Except for the biggest trout, which are all female and prefer fish themselves, the main diet of most specks is shrimp. They prefer them frisky and moving around, which is why live shrimp is the number one bait for trout. Live shrimp are expensive, or at least time-consuming if you catch your own. That is why it is not wise to fish them in an area inhabited by bait-stealers such as pinfish, which make them a bad investment.

Right now, anglers are catching specks off local piers using live shrimp suspended beneath floats. These are just bigger versions of the little corks you used to catch bream when you were a kid. The floats keep the shrimp suspended in the feeding zone, where roaming trout are likely to be hunting for them.

Float rigs vary, but the ones used on the pier generally make use of some kind of bobber-stopper to keep the bait in the right place. These can be store bought, or homemade goods like dental floss can be used. When a trout hits a live shrimp, the float usually just disappears and the fight is on.

Getting a trout, especially one of any size, up to a pier’s decks can be tricky. The family name of weakfish comes not from any deficiency in fighting ability but from a trout’s paper-thin mouth. Many specks fall off on the way up to the pier, practicing their own brand of catch-and-release. A pier net is handy when a really big trout is on the line.

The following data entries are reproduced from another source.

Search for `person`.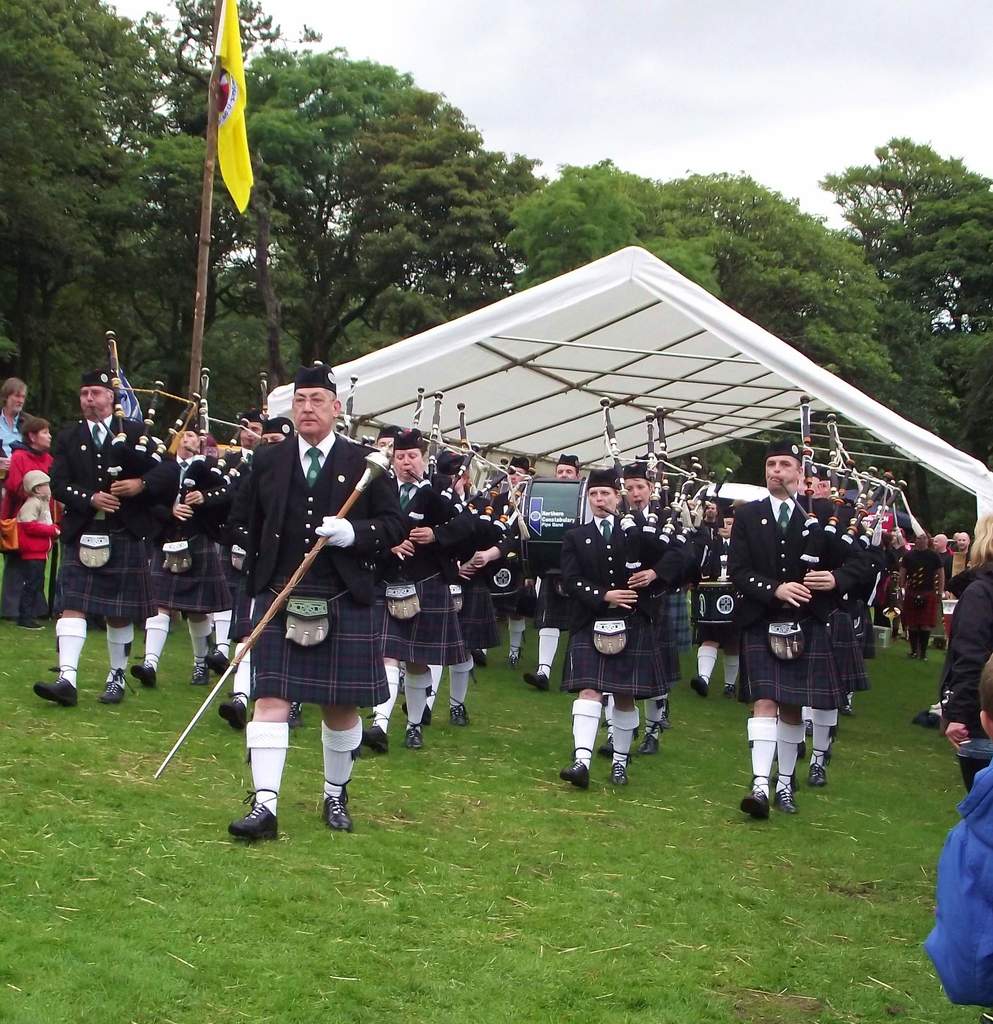
Found at 232 372 397 856.
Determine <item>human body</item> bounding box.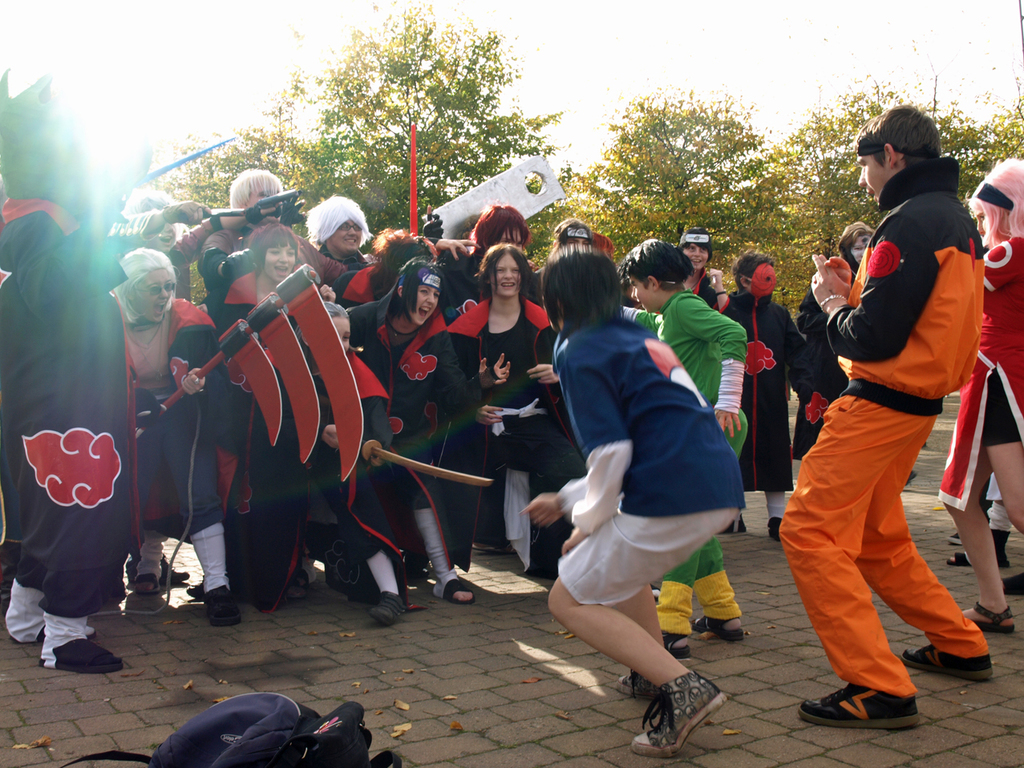
Determined: l=940, t=240, r=1023, b=629.
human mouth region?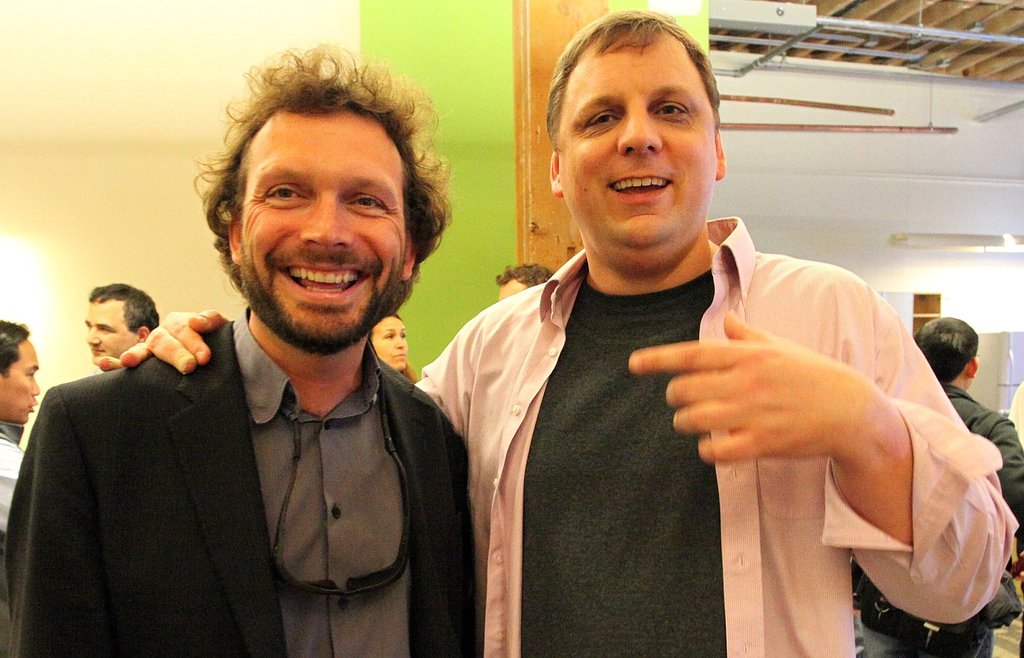
<bbox>600, 173, 675, 199</bbox>
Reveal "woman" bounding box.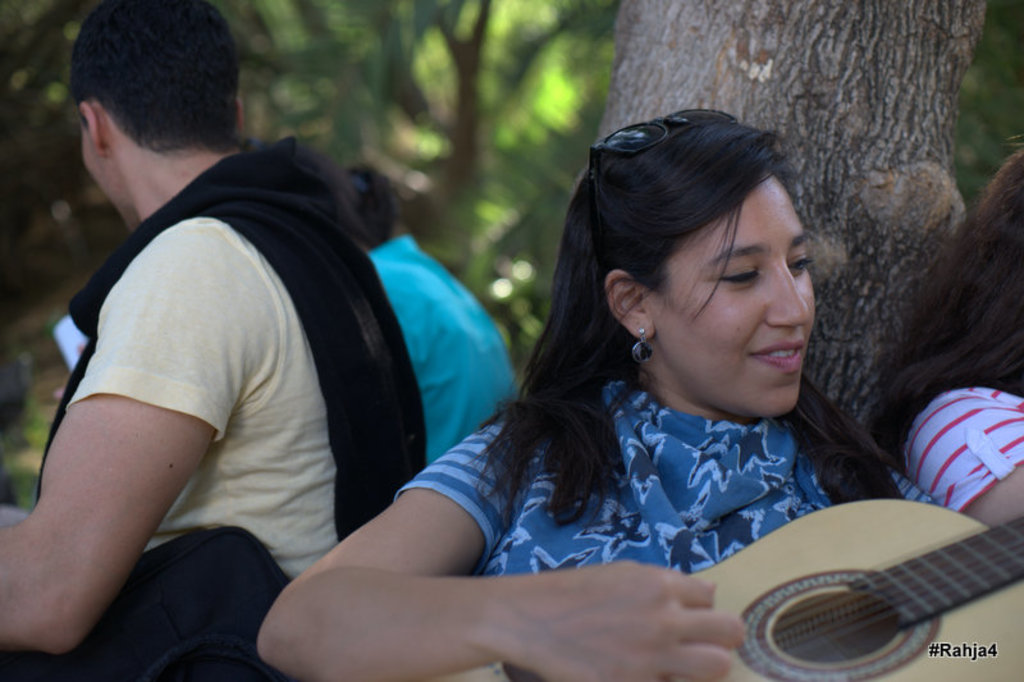
Revealed: (868, 139, 1023, 527).
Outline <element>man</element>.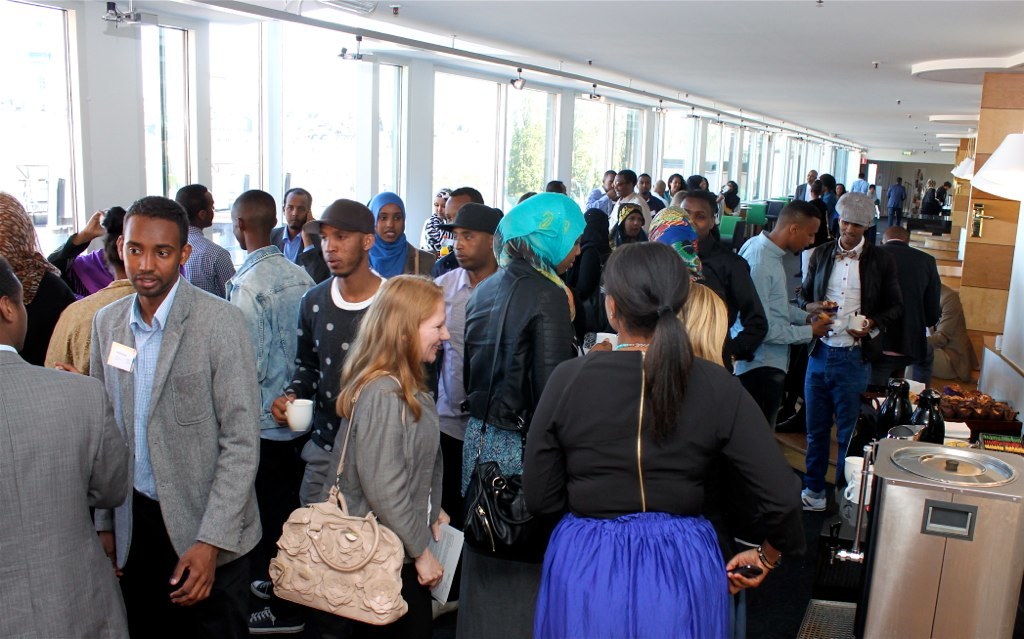
Outline: [606, 167, 654, 231].
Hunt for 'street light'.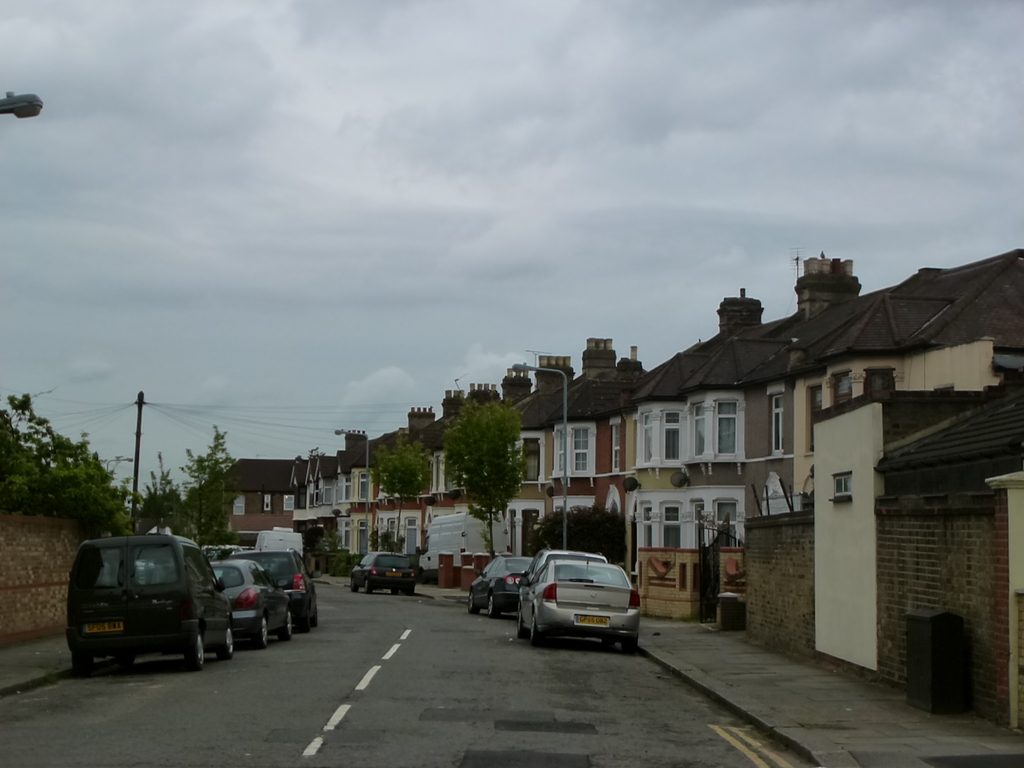
Hunted down at bbox=(511, 362, 568, 550).
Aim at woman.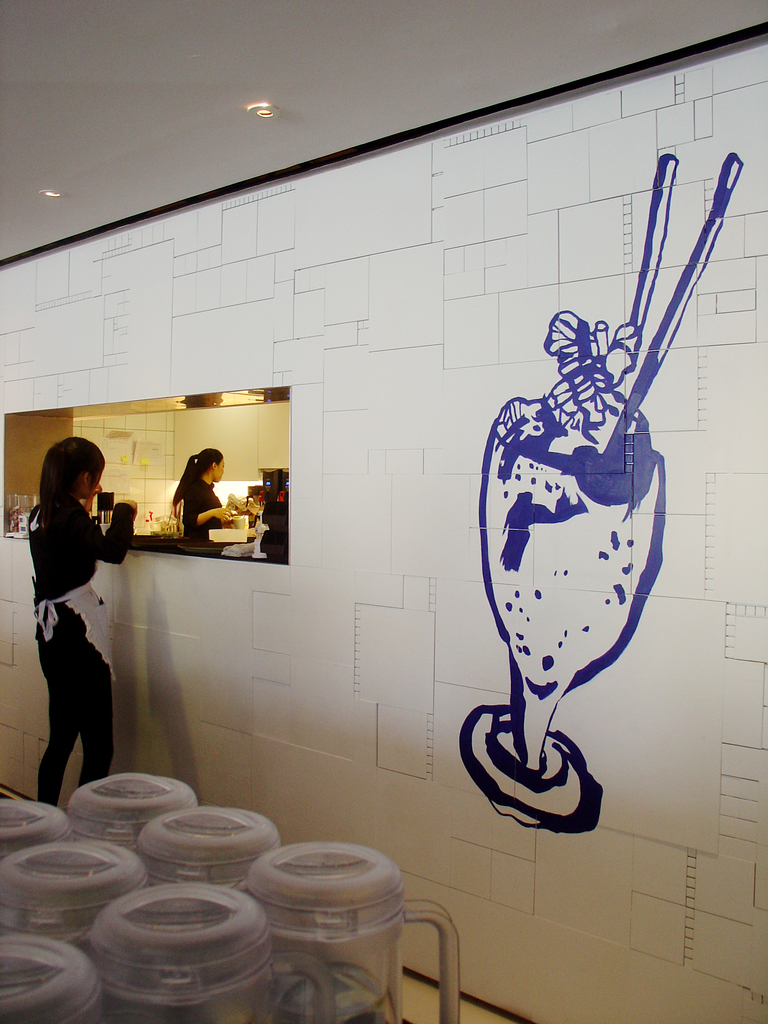
Aimed at <box>24,430,131,809</box>.
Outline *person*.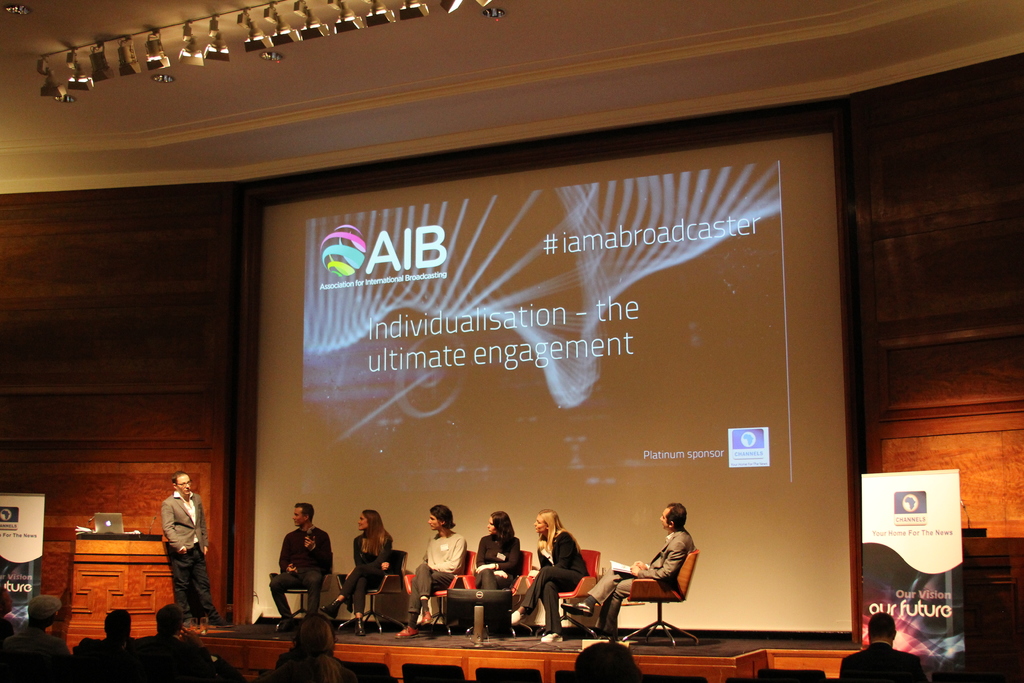
Outline: {"x1": 260, "y1": 655, "x2": 351, "y2": 682}.
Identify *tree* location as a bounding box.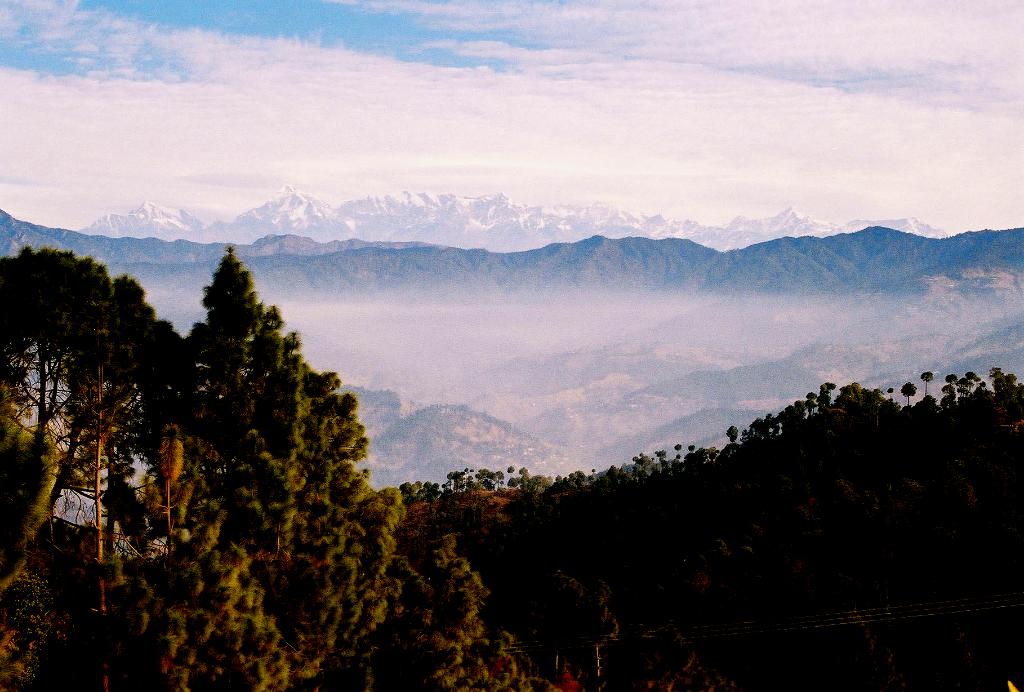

Although live shrimp is the closest you get to a sure thing when targeting trout (there are no sure things when targeting trout), specks are also celebrated because they readily hit artificial lures. There is also a good trout bite going on inshore right now, and many of these anglers find it easier to target their quarry this way. If you don’t have live shrimp or don’t want to go to the trouble of getting them, you can still catch specks.

Trout have always been known for hitting a wide-variety of lures, and the choices these days can be bewildering. Most, however, are just variations on two old themes: plugs or jig and grub combinations.

Plugs like MirrOlures have always been favorites among trout fishermen, and there are plugs of every different style and color out there now for use on specks. Plugs give an angler great casting weight for long throws and target mostly keeper-size and larger fish. Catching big trout with a plug is great fun, as they really hammer the lure, but you have to take care to keep a light drag and have that net handy if you want to get them into the cooler.

The other traditional speck offering is a jig and grub combo. At one time, most anglers went after specks armed with green grubs impaled on red lead jig heads. That still works just fine in many instances, but those after trout now have many more choices. Synthetic baits that closely replicate the feel and smell of live bait (such as the Gulp brand) are now used almost exclusively by many speck fans. Also seen more and more are shrimp-like grubs, which have become so lifelike you might be tempted just to forget the fishing and throw them on the grill.

You never use a very fast retrieve for a speckled trout, although this time of the year they will hit lures fished at a quicker pace than in the late summer or in winter. You can vary what you do, and many folks employ a pull-and-pause method similar to fishing a plastic worm for largemouth bass, while others just throw a jerk or two into their retrieve.

Trout can give anglers fits as to what color or style of lure they will hit at any certain time, although since they seem to be in a feeding mood, now is the time to go after them. If you are going to try live shrimp from a pier for the first time, it is best to go up on the planks and observe how the experienced anglers do it. This will also help you observe how the floats are rigged and used, and no one will mind you watching as long as you don’t get in the way.

Speckled trout have to be 12 inches long to keep. If you are lucky enough to get there, you can keep 10 a day. Right now seems to be a great time to go after them: just make your choice between shrimp and lures, ocean and inshore and get to it. You don’t look a gift-horse in the mouth and you don’t question a trout when it is in a hitting mood.